20100716 reuters
PRETORIA (Reuters) - Leaders of the Southern African Customs Union (SACU) agreed on Friday to reconsider how they share their trade duty revenues, a move that could hit Botswana, Namibia, Swaziland and Lesotho very hard.
Tensions have been mounting within the 100-year-old SACU, the world's oldest customs agreement, because of a perception in South Africa, easily its biggest economy, that its customs receipts are bankrolling its four smaller neighbours.
According to the International Monetary Fund, SACU revenues account for nearly two thirds of official revenue in landlocked Swaziland and Lesotho, just over a third in Namibia and 25 percent in diamond-rich Botswana.
A communique issued at the end of a two-day summit of SACU leaders in South Africa was thin on detail, but said governments would address the "challenge" of the "sharing of SACU revenue".

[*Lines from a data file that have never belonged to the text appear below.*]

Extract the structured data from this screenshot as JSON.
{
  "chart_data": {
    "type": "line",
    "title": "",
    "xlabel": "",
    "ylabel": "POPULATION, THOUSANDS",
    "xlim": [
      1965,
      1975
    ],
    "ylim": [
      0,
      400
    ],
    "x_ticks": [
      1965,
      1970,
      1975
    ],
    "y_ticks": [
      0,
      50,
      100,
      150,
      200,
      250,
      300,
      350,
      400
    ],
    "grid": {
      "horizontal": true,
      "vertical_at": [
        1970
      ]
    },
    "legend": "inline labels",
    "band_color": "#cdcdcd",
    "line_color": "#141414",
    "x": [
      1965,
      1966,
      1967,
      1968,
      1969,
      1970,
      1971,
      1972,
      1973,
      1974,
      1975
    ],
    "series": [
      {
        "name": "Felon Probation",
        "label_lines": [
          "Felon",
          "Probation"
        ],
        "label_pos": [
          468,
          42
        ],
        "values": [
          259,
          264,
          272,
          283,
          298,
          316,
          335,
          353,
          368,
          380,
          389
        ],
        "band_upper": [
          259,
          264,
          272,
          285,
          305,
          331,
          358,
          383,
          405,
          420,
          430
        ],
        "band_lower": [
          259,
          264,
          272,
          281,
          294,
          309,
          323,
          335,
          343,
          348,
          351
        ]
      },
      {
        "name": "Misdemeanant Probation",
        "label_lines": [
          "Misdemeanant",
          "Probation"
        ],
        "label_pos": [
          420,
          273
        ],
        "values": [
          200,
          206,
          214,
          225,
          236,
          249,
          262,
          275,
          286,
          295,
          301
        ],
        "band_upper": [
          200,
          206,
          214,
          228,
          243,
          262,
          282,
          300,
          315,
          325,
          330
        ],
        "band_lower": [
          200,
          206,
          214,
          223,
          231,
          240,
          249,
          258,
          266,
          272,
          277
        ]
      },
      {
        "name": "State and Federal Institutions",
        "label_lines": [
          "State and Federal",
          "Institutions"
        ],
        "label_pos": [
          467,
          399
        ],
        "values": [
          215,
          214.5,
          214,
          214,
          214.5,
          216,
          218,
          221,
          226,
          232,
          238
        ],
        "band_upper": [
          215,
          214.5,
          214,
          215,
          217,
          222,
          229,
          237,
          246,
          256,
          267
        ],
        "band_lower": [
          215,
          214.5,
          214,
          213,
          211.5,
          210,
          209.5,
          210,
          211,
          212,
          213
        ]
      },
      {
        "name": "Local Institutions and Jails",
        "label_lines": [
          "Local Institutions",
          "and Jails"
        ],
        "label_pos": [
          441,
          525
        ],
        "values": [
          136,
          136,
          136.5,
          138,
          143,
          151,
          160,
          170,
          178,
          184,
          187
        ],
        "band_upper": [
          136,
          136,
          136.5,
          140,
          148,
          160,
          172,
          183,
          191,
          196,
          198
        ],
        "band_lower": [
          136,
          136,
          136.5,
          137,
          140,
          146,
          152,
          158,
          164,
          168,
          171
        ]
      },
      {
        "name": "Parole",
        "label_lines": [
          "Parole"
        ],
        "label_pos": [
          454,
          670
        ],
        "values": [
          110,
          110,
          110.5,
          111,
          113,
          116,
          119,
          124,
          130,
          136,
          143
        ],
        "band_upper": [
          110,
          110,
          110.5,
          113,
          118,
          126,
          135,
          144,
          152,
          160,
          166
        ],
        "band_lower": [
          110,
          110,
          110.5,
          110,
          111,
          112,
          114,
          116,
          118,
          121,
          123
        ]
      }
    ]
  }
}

The issue has become sharper in South Africa since last year's global slump tipped Africa's biggest economy into recession, putting pressure on the budget and forcing the Finance Ministry to look for cash in hidden places.
For SACU's smaller members, however, any adjustments to the union's complex revenue-sharing formula are going to be hard to swallow.
"There are big political pressures on the South African Treasury to revise the revenue formula," said Keith Jefferis, an economist and former deputy central bank governor in Botswana.
Revenue sharing was officially devised as a way of compensating southern Africa's smaller economies for South African tariff policy and its virtual monopoly on attracting external investment because of its sheer size.